The novel ends with a mystical dissolution into nothingness, and Tess’s hanging is only implied. In the final chapter, entitled ‘Fulfilment’, she confesses to Angel, “What must come will come” (p.498), and a little later “I don’t want to go any further” (p.502). If not her body, then certainly her ‘will to live’ dies on the altar at Stonehenge: her soul, liberated from passions and sorrows, attains peace with itself and the world. This is, I think, Schopenhauer’s philosophy at its most poignant. (The philosophical underpinnings of Hardy’s writings can be gleaned from the book Authors in Context: Thomas Hardy by P. Ingham.)
Eva Cybulska, London
Drugs and Other Enhancements
Dear Editor: Brian D. Earp’s ‘Love and Other Drugs’ (Issue 91) strengthened my curiosity about the roots of peoples’ objections to drug use, both recreationally and potentially productively. Even the idea of love drugs gave me a sense of discomfort, despite the wealth of good they could do. Recently I heard on a radio show that eating fish and beetroot before watching a comedy would make you more likely to laugh. My impulsive response to this was to question how purposefully planning what you eat to enhance your experience (a socially acceptable act) is different from consuming drugs to enhance your experience. I tried to pinpoint what exactly it is that incites a negative attitude about even legal drug use. Maybe it is because a person on drugs may not seem themselves, and the ease at which their identity and how they act can be influenced is disconcerting. Maybe it’s jealousy of the ease at which drug users achieve laughter, ecstasy and, as mentioned, potentially love. They do not need to put in effort or time to achieve these feelings, which may seem to be cheating, the emotions felt not deserved or genuine.
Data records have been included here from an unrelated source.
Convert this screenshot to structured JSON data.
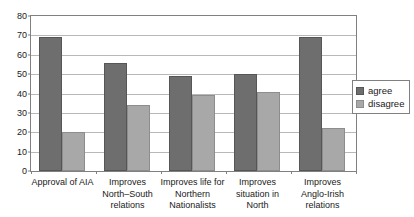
{
  "chart_data": {
    "type": "bar",
    "title": "",
    "subtitle": "",
    "xlabel": "",
    "ylabel": "",
    "ylim": [
      0,
      80
    ],
    "ytick_step": 10,
    "yticks": [
      "0",
      "10",
      "20",
      "30",
      "40",
      "50",
      "60",
      "70",
      "80"
    ],
    "grid": true,
    "legend_position": "right",
    "categories": [
      "Approval of AIA",
      "Improves\nNorth–South\nrelations",
      "Improves life for\nNorthern\nNationalists",
      "Improves\nsituation in\nNorth",
      "Improves\nAnglo-Irish\nrelations"
    ],
    "series": [
      {
        "name": "agree",
        "color": "#6e6e6e",
        "values": [
          69,
          56,
          49,
          50,
          69
        ]
      },
      {
        "name": "disagree",
        "color": "#a8a8a8",
        "values": [
          20,
          34,
          39,
          41,
          22
        ]
      }
    ]
  },
  "legend": {
    "items": [
      {
        "label": "agree"
      },
      {
        "label": "disagree"
      }
    ]
  }
}
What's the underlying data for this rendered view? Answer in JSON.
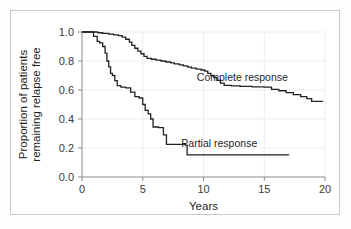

Addiction seems an obvious reason to condemn drugs (beetroot is certainly not addictive). But would an addiction be considered detrimental if it were to something with no threatening effects? So maybe it’s the danger to your health that is the problem? Yet we all take risks regularly. Do we just not like the idea of being physically dependent on something?
Lastly, maybe the difference between using beetroot to make you laugh and using a recreational drug, is that we categorise food as a necessity because it has nutritional value. Our inability to live without food gives beetroot a role that a drug lacking nutrition does not have.
Phoebe Hill, Dorset.
See also Terri Murray in this very issue – Ed
Judgement, Punishment, Forgiveness
Dear Editor: In response to Dr Wendell O’Brien’s article, ‘How Not To Forgive’ in Issue 91, although I agree with his opinion that forgiveness exudes a sense of moral superiority, I disagree with his idea that to truly forgive someone they must not be punished. O’Brien stated that to be truly forgiving, one must “treat others as you would like to be treated” and if I were to commit a morally malign act against an old man, what I’d want is to not be punished as a result. Despite the man wanting to punish me, since I do not want to pay for my actions, I cannot be punished, since the man who could forgive me would not wish to be punished if he were in my situation.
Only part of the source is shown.